Centre for Internet & Society

Details of a session proposed by Bharath Sivakumar, Rakshita Siva, and Deepak Prince for the Internet Researchers' Conference 2019 - #List.

 

Internet Researchers' Conference 2019 - #List - Call for Sessions


Session Plan

We would, as a starting point like to consider the conditions of possibility for the ‘list’ to emerge as the core thematic for this year’s Internet Researchers’ Conference. The proposal call provides several motivating questions and anchoring reasons foregrounding the list as an object for analysis and discussion. Broadly these may be divided along two lines - one pertaining to the qualities of the list (who makes it, why are they ephemeral, what makes lists this or that) and the other pointing to certain critical questions that emerge on our political landscape, with the list or practices of listing central to this politics.

Segment 1 [15 minutes]

In our session, the first item on the agenda (this also is a list!) is an outline of the way lists are thought of in 2 contexts:

  1. Bureaucratic processing/management (lists and their relationship to documents, files in offices, and also, everyday lists such as shopping lists).

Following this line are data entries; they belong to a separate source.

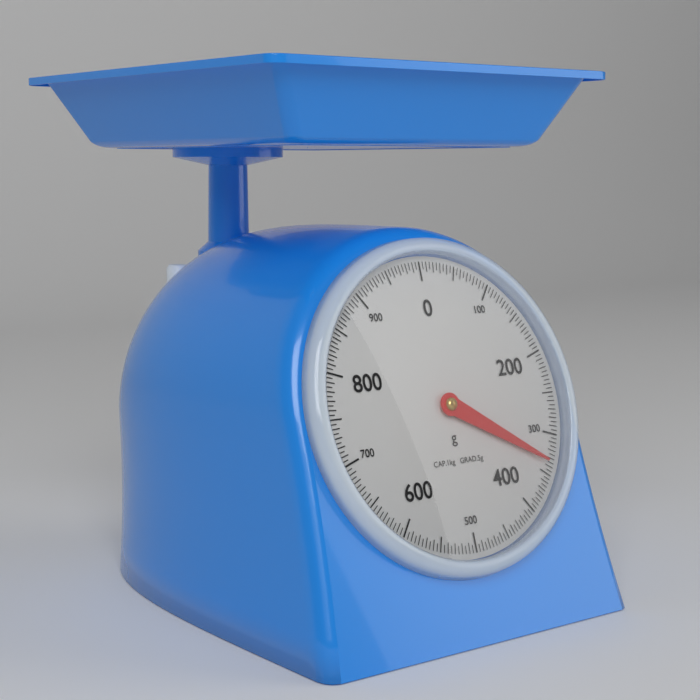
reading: 335 g
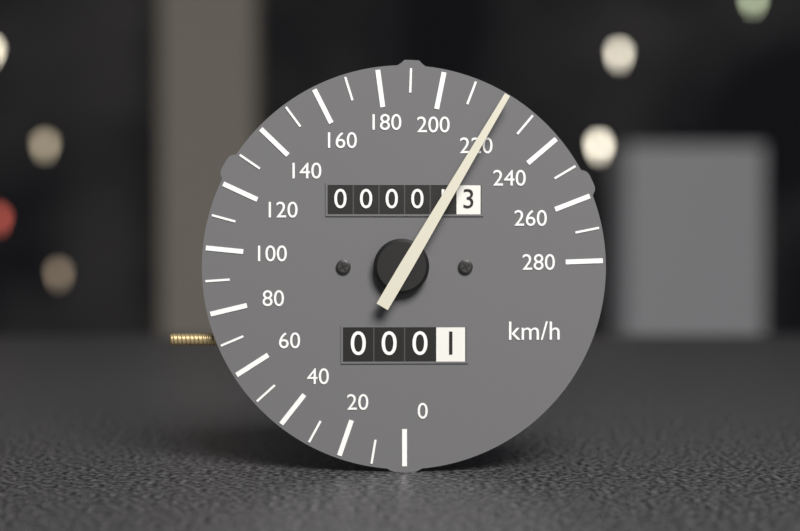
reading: 220 km/h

  2. List as a technological object in networked technological systems ie the list-interface.

The late media theorist Cornelia Vismann is our guide among others, including Umberto Eco and Foucault’s notion of the ‘statement’.

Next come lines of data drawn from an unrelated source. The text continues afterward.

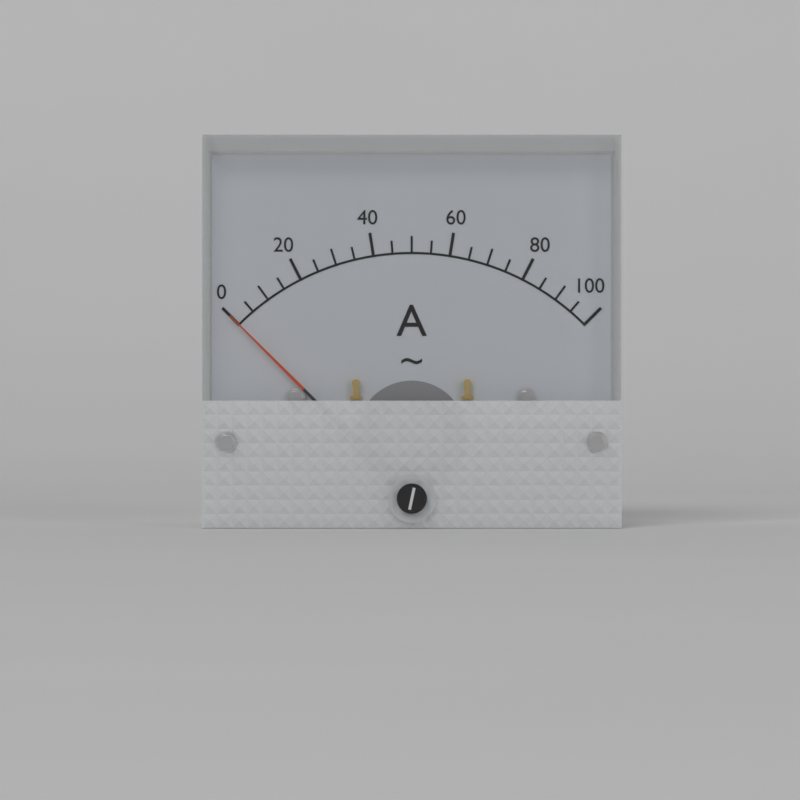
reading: 0 A
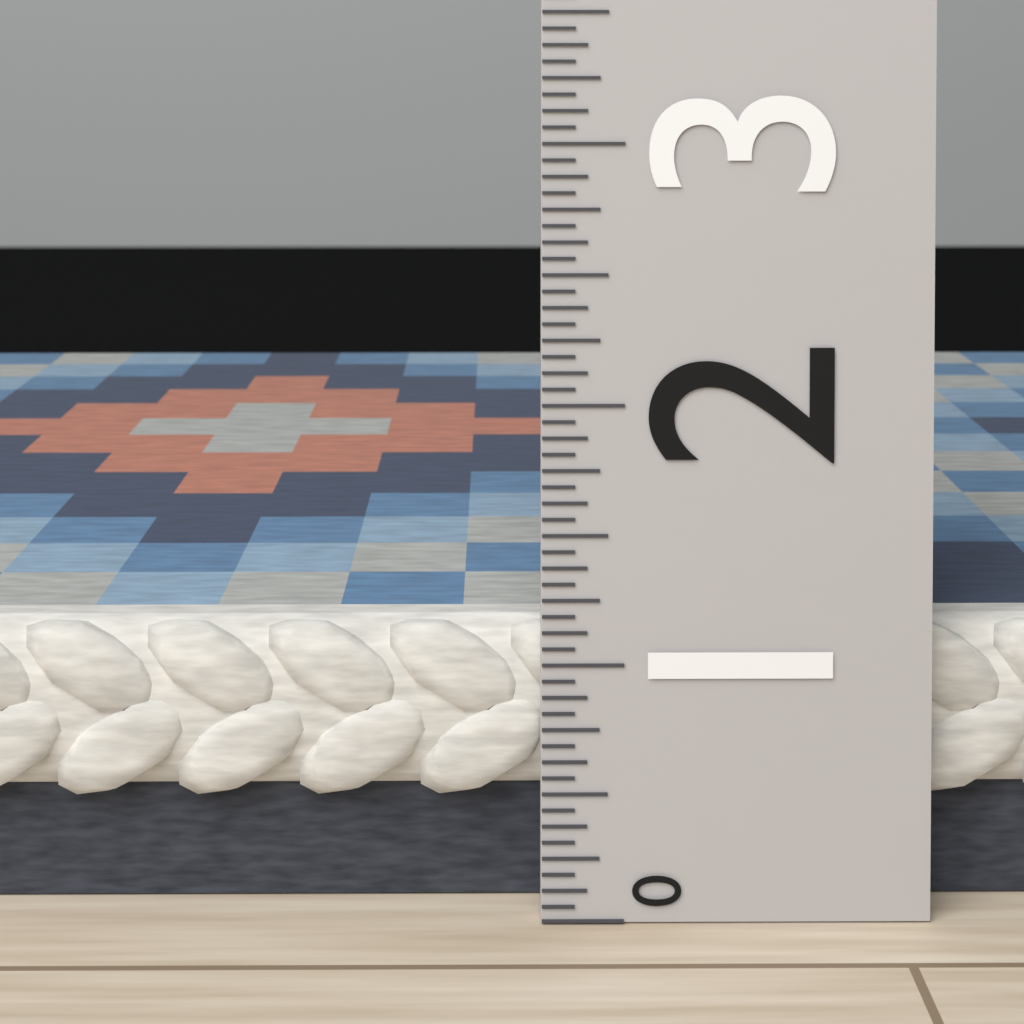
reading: 1.1250 (no unit)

Segment 2 [15 minutes x 3 => 45 minutes]

In the second part of our proceedings, we would like to consider 3 problems pertaining to the list:

  1. ‘List’ as a mode of presentation in various user-interfaces, such as the whatsapp screen and its relationship to the subjective experience of time : It's winter and you've opened the Amazon app to buy one winter jacket. You open the app on your phone and begin to search for one, only to realize you've been endlessly scrolling for the last half an hour looking for jackets without buying a single one and if your friend hadn't called you to break you out of that flow, you would have most probably continued to scroll for another half an hour. I could make a similar point about how you keep scrolling through Instagram endlessly without stopping or how you similarly keep scrolling endlessly through Netflix or YouTube videos without touching to watch a single one. A common theme that connects these interfaces is their "no dead end" feature. They are arranged in the form of “lists” keep going on without a stop, structuring the user’s experience of subjective time.

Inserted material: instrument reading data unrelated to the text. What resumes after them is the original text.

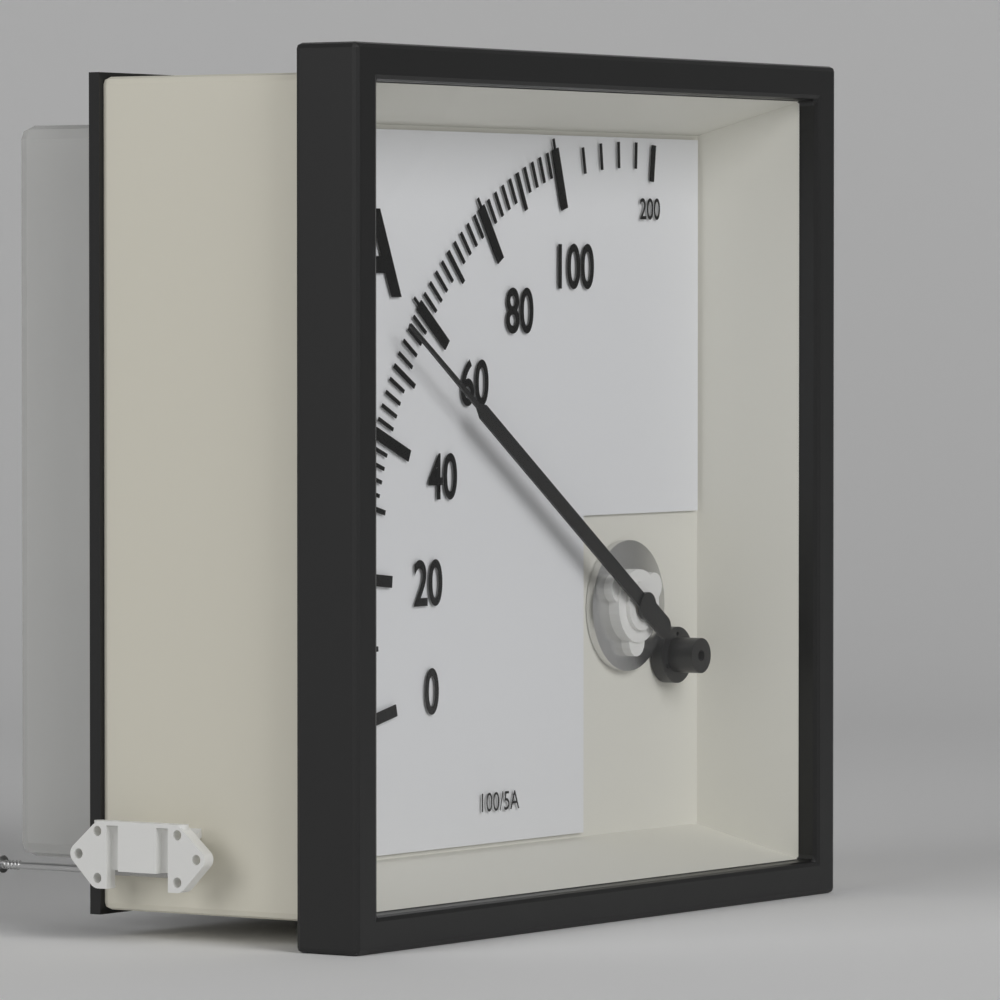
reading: 54 A
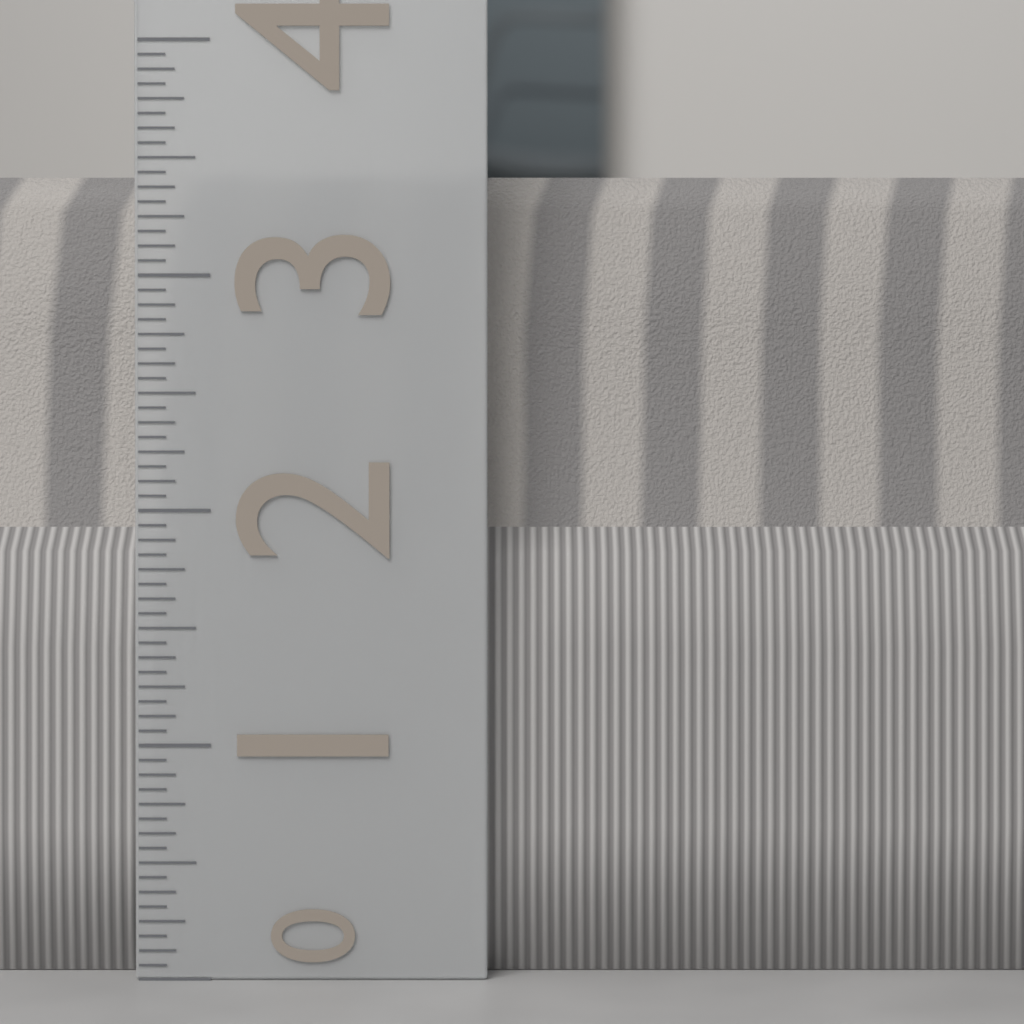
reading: 3.5000 (no unit)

  2. The #MeToo movement is, as the proposal call says, a few years old, but it is only with the publishing of this list that it erupts into the terrain of the political, at least within the context of academic institutions. We would like to examine the conditions that make this political emergence possible. As first pass, we will note here that the #LoSHA is a list that refuses to process (Other facebook posts for example, are read, ‘liked’ or commented on and then passed over, ie processed).

  3. Social media platforms - sites of media exchange are organized structurally as lists. There’s a list of posts, responses to ‘posts’ are also lists and even interactive features are available as lists -“Like, Share and Subscribe” at the end of a youtube video for example. On Facebook, audiences would be asked to “Like, Comment and Share” in that order of increasing activity. In the recent past, “Likes” have been expanded further to “reacts” which gives a list of “reacts” (including emotions, example-sad), a list or sequence of sentiments which people use to register their response. Similarly, there are such structures present in the forms of lists across platforms, built into the keyboard to be able to structure our immediate response or sentiment (emoticons, stickers gifs etc). These are attempts to codify emotion or more broadly, affect. The 3rd problematique in our panel will consider the process of structuring affect in online environments through the listing of signs such as the ‘like’, the ‘react’ etc.

Segment 3 [30 minutes]

Following our presentation of these problems and modes of analytically situating ‘lists’ in everyday practices in online spaces, we will open the floor for discussion.

Session Team

Bharath Sivakumar graduated with a B.Sc (Research) degree in mathematics from Shiv Nadar University and currently works for Loonycorn where he's part of the team that creates technical courses. He has eclectic tastes ranging from mathematics to philosophy to Anthropology and feels at home in the hills. He enjoys trekking, loves performing on stage and aspires to be a stand up comedian one day.

Rakshita Siva is a researcher at IIIT Bangalore in the faculty of Digital Society. She graduated with a Mechanical engineering major and a minor in Sociology from Shiv Nadar University. Her interests relate to the digital, questions of self, interiority and the psyche. Rakshita is a singer and enjoys a good jam.

Deepak Prince is a course instructor and Phd candidate in the Department of Sociology, School of Humanities and Social sciences at SNU. His thesis research seeks to grapple with the 'explosion' of smartphones and touchscreens in practices of everyday sociality through the conceptual categories of the screen and the interface. Deepak's key research interest revolves around technics, the history and philosophy of technical objects. He also takes an interest in questions of anthropological disciplinarity, the history of ideas and political anthropology.